There is a set of symbols repeated over and over again on Babylonian monuments, and always given a position of eminence;—it is the so-called "Triad of Stars," a crescent lying on its back and two stars near it. They are seen very distinctly at the top of the photograph of the boundary-stone from the Louvre, given on [p. 318], and also immediately above the head of the Sun-god in the photograph of the tablet from Sippar, on [p. 322]. Their significance is now clear. Four thousand years before the Christian era, the two Twin stars, Castor and Pollux, served as indicators of the first new moon of the year, just as Capella did two thousand years later. The "triad of stars," then, is simply a picture of what men saw, year after year, in the sunset sky at the beginning of the first month, six thousand years ago. It is the earliest record of an astronomical observation that has come down to us.

WORSHIP OF THE SUN-GOD AT SIPPARA.[ToList]

How simple and easy the observation was, and how distinctly the year was marked off by it! The month was marked off by the first sight of the new thin crescent in the evening sky. The day was marked off by the return of darkness, the evening hour in which, month by month, the new moon was first observed; so that "the evening and the morning were the first day." The year was marked off by the new moon being seen in the evening with a bright pair of stars, the stars we still know as the "Twins;" and the length of the year was shown by the evening of the month, when moon and stars came together. If on the first evening, it was a year of twelve months; if on the third, one of thirteen. There was a time when these three observations constituted the whole of primitive astronomy.

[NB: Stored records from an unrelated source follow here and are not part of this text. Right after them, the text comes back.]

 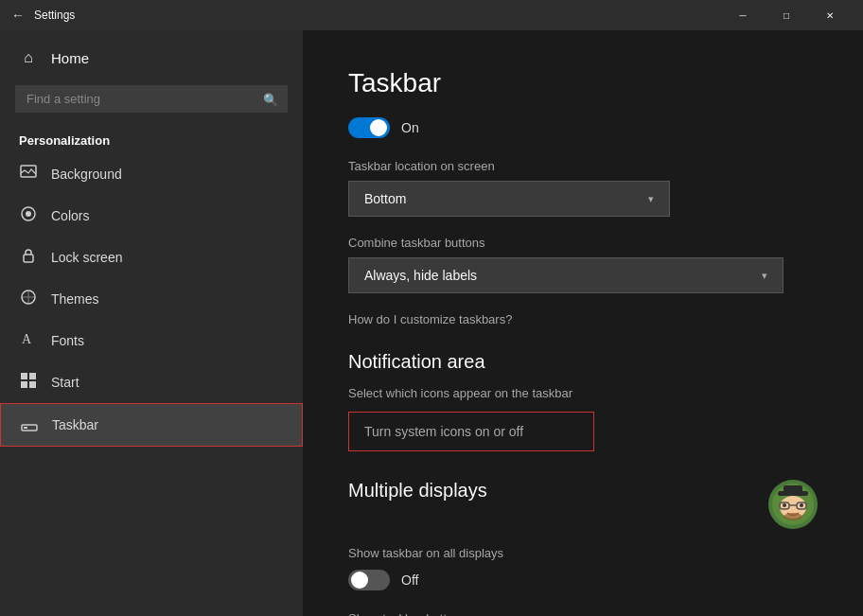 I want to click on notification-sub: Select which icons appear on the taskbar, so click(x=583, y=394).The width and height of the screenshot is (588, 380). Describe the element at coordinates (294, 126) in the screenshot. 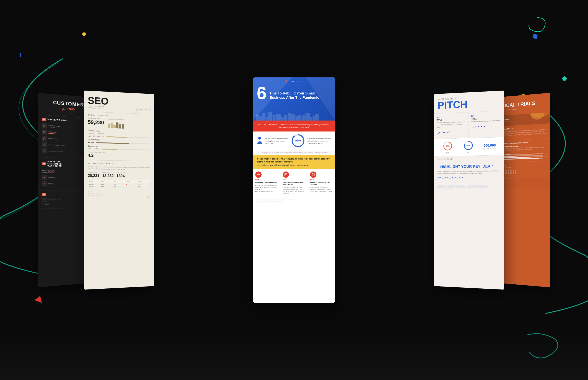

I see `tips-red-section: The COVID-19 outbreak has wreaked financ…` at that location.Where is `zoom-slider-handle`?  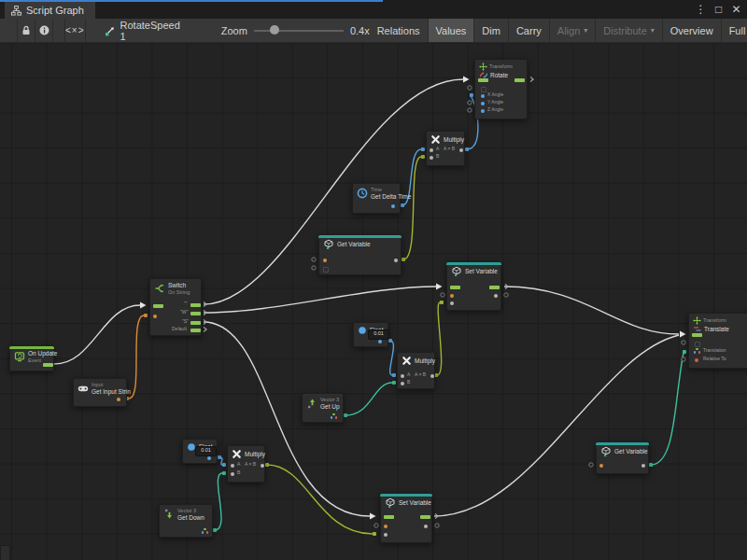 zoom-slider-handle is located at coordinates (275, 30).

In later days the original meaning of the "Triad of Stars" would seem to have been forgotten, and they were taken as representing Sin, Samas, and Istar;—the Moon, the Sun and the planet Venus. Yet now and again a hint of the part they once played in determining the length of the year is preserved. Thus, on the tablet now in the British Museum, and shown on [p. 322], sculptured with a scene representing the worship of the Sun-god in the temple of Sippar, these three symbols are shown with the explanatory inscription:—

"The Moon-god, the Sun-god, and Istar, dwellers in the abyss,
Announce to the years what they are to expect;"

possibly an astrological formula, but it may well mean—"announce whether the years should expect twelve or thirteen months."

As already pointed out, this method had one drawback; it gave a sidereal year, not a tropical year, and this inconvenience must have been discovered, and Capella substituted for the Twin stars, long before the giving of the Law to Israel. The method employed by the priests of watching the progress of the ripening of the barley overcame this difficulty, and gave a year to Israel which, on the average, was a correct tropical one.

There is a detail in the history of the flood in Gen. vii. and viii. which has been taken by some as meant to indicate the length of the tropical year.